Combinatorial games are widely used in finite model theory, constraint satisfaction, modal logic and concurrency theory to characterize logical equivalences between structures. In particular, Ehrenfeucht–Fraïssé games, pebble games and bisimulation games play a central role. We show how each of these types of games can be described in terms of an indexed family of comonads on the category of relational structures and homomorphisms. The index $k$ is a resource parameter that bounds the degree of access to the underlying structure. The coKleisli categories for these comonads can be used to give syntax-free characterizations of a wide range of important logical equivalences. Moreover, the coalgebras for these indexed comonads can be used to characterize key combinatorial parameters: tree depth for the Ehrenfeucht–Fraïssé comonad, tree width for the pebbling comonad and synchronization tree depth for the modal unfolding comonad. These results pave the way for systematic connections between two major branches of the field of logic in computer science, which hitherto have been almost disjoint: categorical semantics and finite and algorithmic model theory.
Combinatorial games are widely used in finite model theory, constraint satisfaction, modal logic and concurrency theory to characterize logical equivalences between structures. In particular, Ehrenfeucht-Fraïssé games, pebble games, and bisimulation games play a central role. We show how each of these types of games can be described in terms of an indexed family of comonads on the category of relational structures and homomorphisms. The index k is a resource parameter which bounds the degree of access to the underlying structure. The coKleisli categories for these comonads can be used to give syntax-free characterizations of a wide range of important logical equivalences. Moreover, the coalgebras for these indexed comonads can be used to characterize key combinatorial parameters: tree-depth for the Ehrenfeucht-Fraïssé comonad, tree-width for the pebbling comonad, and synchronization-tree depth for the modal unfolding comonad. These results pave the way for systematic connections between two major branches of the field of logic in computer science which hitherto have been almost disjoint: categorical semantics, and finite and algorithmic model theory.
The pebbling comonad, introduced by Abramsky, Dawar and Wang, provides a categorical interpretation for the k-pebble games from finite model theory. The coKleisli category of the pebbling comonad specifies equivalences under different fragments and extensions of infinitary k-variable logic. Moreover, the coalgebras over this pebbling comonad characterise treewidth and correspond to tree decompositions.In this paper we introduce the pebble-relation comonad that characterises pathwidth and whose coalgebras correspond to path decompositions. We further show how the coKleisli morphisms of the pebblerelation comonad provide a categorical interpretation to Duplicator's winning strategies in Dalmau's pebble-relation game. We then provide a similar treatment to the corresponding coKleisli isomorphisms via a novel bijective pebble-game with a hidden pebble.Finally, we prove a new Lovász-type theorem relating pathwidth to the restricted conjunction fragment of k-variable logic with counting quantifiers using a recently developed categorical generalisation.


• Your assignment
In the listing below, how many lines hold "Handling"? Give the number only.

***** Data provided *****

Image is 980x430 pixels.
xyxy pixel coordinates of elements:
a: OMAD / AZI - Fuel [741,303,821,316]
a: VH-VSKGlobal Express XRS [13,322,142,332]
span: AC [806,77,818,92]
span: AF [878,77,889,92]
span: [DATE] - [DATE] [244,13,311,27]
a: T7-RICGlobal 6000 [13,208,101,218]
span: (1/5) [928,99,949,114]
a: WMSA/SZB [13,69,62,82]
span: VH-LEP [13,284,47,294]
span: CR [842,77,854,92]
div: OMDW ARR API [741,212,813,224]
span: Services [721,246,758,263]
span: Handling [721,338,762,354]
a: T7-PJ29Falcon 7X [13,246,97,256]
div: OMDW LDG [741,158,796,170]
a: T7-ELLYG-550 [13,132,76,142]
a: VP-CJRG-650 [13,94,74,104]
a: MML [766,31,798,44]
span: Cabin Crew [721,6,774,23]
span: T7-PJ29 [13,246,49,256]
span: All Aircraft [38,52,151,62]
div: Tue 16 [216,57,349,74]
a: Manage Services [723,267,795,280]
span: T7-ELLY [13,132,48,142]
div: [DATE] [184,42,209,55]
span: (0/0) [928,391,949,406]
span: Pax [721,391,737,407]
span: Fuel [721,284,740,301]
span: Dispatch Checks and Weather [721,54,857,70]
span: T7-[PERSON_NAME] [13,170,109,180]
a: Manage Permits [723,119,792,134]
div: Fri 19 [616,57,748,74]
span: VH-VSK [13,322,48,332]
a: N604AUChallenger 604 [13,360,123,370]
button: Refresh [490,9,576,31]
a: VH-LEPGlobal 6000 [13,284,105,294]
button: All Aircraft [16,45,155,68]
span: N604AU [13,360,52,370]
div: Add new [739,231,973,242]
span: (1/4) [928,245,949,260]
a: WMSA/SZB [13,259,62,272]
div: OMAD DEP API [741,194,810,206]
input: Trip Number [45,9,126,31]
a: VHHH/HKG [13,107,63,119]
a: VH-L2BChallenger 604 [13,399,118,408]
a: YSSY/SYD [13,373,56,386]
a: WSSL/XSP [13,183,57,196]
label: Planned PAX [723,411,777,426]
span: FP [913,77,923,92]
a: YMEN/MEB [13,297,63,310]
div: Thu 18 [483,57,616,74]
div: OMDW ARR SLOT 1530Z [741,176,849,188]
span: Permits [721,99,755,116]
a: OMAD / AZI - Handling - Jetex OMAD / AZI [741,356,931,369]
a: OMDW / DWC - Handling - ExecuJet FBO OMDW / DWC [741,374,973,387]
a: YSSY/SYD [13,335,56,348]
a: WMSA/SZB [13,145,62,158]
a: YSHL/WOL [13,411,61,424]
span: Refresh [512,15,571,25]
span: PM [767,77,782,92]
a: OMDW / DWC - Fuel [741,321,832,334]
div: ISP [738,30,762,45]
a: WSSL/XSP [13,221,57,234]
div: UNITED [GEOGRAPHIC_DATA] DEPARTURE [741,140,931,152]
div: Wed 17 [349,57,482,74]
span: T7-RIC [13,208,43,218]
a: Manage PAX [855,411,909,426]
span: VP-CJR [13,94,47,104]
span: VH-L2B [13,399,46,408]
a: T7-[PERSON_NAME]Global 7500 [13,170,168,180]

*****
***** Data provided *****

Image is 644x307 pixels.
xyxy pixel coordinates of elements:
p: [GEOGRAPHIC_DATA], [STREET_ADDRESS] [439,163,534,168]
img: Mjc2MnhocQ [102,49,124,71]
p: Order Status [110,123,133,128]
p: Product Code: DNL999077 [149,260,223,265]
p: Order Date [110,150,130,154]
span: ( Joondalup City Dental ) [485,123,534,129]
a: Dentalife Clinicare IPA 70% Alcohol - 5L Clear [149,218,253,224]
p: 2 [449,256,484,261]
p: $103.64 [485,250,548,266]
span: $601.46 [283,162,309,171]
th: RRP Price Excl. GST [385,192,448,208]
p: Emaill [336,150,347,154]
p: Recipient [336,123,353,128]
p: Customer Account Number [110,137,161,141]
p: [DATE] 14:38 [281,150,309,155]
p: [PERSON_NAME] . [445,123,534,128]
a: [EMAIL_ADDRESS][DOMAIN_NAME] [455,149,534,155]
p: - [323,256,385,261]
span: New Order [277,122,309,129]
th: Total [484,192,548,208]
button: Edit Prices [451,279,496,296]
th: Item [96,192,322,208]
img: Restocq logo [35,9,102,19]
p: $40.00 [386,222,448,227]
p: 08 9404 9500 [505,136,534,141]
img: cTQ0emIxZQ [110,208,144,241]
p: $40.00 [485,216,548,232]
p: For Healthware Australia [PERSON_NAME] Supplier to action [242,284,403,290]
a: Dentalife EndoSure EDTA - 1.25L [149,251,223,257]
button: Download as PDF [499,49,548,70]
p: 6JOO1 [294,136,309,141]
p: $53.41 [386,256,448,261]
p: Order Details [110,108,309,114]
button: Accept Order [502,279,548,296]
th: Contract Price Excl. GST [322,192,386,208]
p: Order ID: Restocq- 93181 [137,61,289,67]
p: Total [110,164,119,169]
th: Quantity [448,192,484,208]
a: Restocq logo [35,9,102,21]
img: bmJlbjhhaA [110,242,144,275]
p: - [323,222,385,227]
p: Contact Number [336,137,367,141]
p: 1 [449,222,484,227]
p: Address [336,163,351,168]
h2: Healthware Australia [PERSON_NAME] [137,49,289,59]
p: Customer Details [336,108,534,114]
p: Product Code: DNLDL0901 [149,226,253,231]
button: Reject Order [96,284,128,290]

*****
***** Data provided *****

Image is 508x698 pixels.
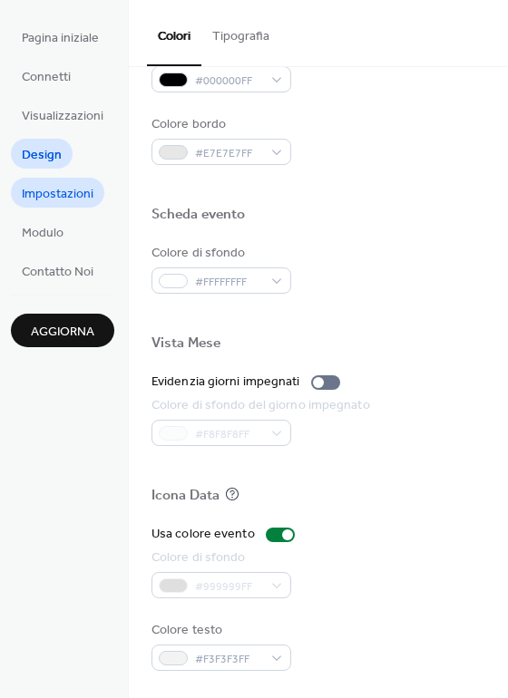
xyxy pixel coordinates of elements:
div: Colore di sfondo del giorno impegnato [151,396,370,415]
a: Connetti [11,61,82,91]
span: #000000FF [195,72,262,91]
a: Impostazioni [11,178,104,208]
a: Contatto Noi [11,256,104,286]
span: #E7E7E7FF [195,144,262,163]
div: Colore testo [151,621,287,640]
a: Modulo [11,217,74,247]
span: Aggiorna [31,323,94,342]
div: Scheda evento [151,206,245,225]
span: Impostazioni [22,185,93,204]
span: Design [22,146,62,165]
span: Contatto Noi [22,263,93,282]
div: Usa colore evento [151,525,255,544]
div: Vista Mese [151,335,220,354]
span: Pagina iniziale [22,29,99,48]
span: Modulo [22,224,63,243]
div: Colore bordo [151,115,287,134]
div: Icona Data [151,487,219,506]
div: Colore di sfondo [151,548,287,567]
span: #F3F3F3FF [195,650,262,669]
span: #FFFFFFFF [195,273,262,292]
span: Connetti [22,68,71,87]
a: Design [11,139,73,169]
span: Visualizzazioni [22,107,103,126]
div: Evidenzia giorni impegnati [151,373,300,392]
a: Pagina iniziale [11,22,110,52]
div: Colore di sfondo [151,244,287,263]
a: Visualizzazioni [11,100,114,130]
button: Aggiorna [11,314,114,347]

*****

• Response to the task
3